I thought this would be more Four Weddings and a Funeral, but all the lives/deaths in the title belong to Marcello Mastroianni, who lives at least three different lives in this almost-anthology movie.

Birds and snake:

Firstly, Marcello had walked out on his wife, rented an apartment down the street, and fallen asleep for 20 years, hypnotized by tiny Parisian fairies. When he escapes, he talks his wife’s current guy (Féodor Atkine of a couple Rohmers) into listening to his story, then coming to the apartment and taking his place (less “talks” and more “kidnaps and murders” at that point) while Marcello returns to wife Marisa Peredes (an Almodóvar regular).

Marisa:

Atkine, swimming in chicks

Then Marcello is a bachelor professor with an invalid mum until he gets the sudden urge to leave home and becomes a very successful street beggar and befriends CEO/prostitute Alla Galiena (The Tulse Luper Suitcases), living a double life with her dangerous husband.

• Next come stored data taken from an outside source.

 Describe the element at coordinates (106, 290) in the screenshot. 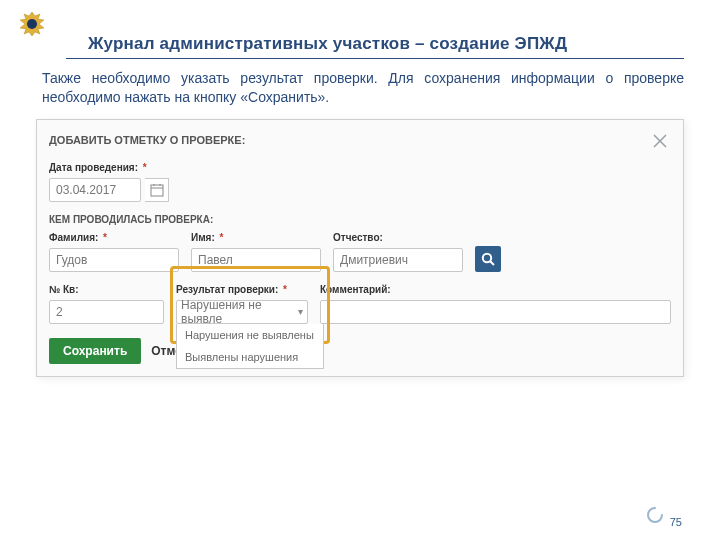

I see `kv-label: № Кв:` at that location.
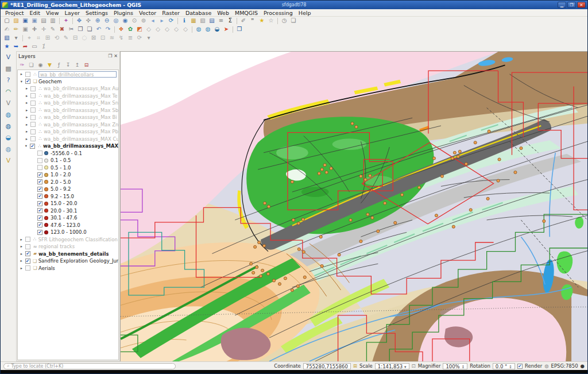 This screenshot has width=588, height=374. Describe the element at coordinates (107, 21) in the screenshot. I see `zoom-out-icon: ⊖` at that location.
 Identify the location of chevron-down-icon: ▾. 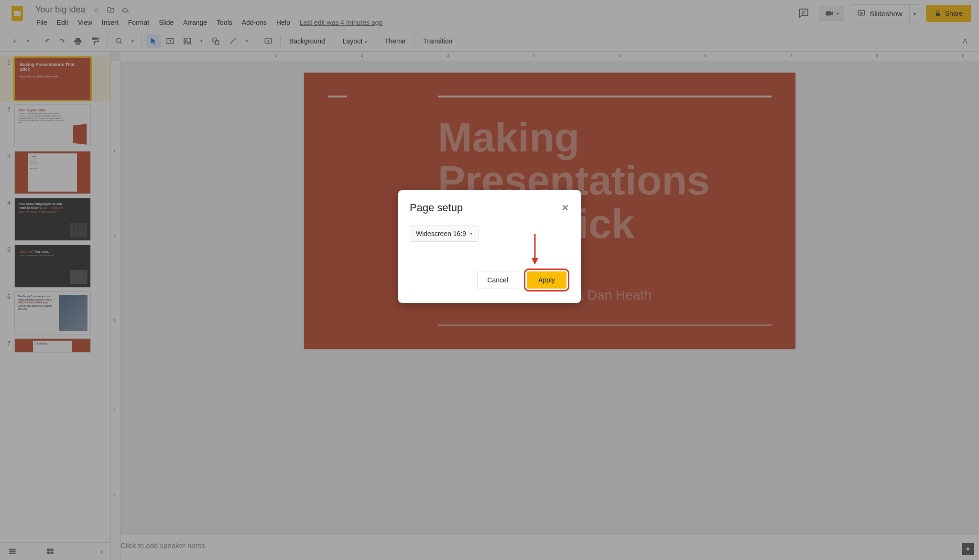
(471, 233).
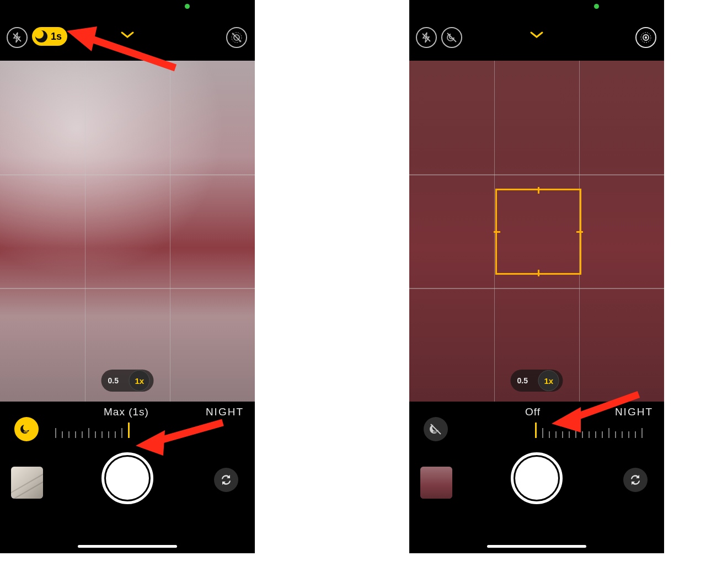 The width and height of the screenshot is (706, 588). I want to click on night-badge-label: 1s, so click(56, 36).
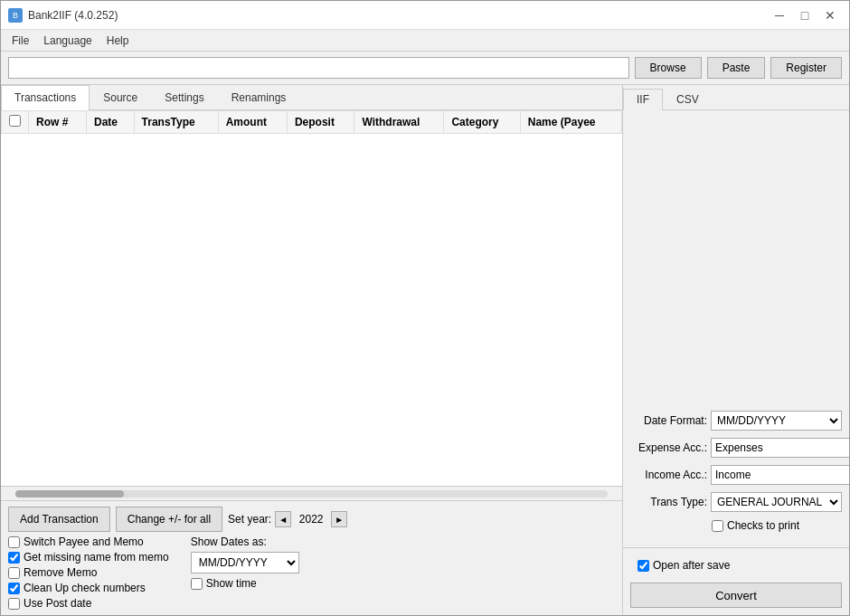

Galiena and perverse husband:

Polyamorous couple Martin (Ruiz fave Melvil Poupaud) and Cecile (Marcello’s daughter Chiara Mastroianni) have a mysterious benefactor in Marcello, who leaves them a mansion then performs as their mute butler, and this turns out to be a scheme to steal their newborn and deliver it to Wife #1 Marisa Peredes. Marcello is introduced as a fourth character, a businessman whose young wife is cheating on him, but we’ve already seen characters from the other stories interacting, and now it turns out there’s only one Marcello, and he starts rapidly flipping between personas, then all Marcellos share one death after a fateful meeting at the cafe between the women from each chapter.

A Poupaud and two Mastroiannis:

Marcello is excellent in this, and would die a couple months after it came out. It played a stacked Cannes with Crash, Fargo and Breaking the Waves.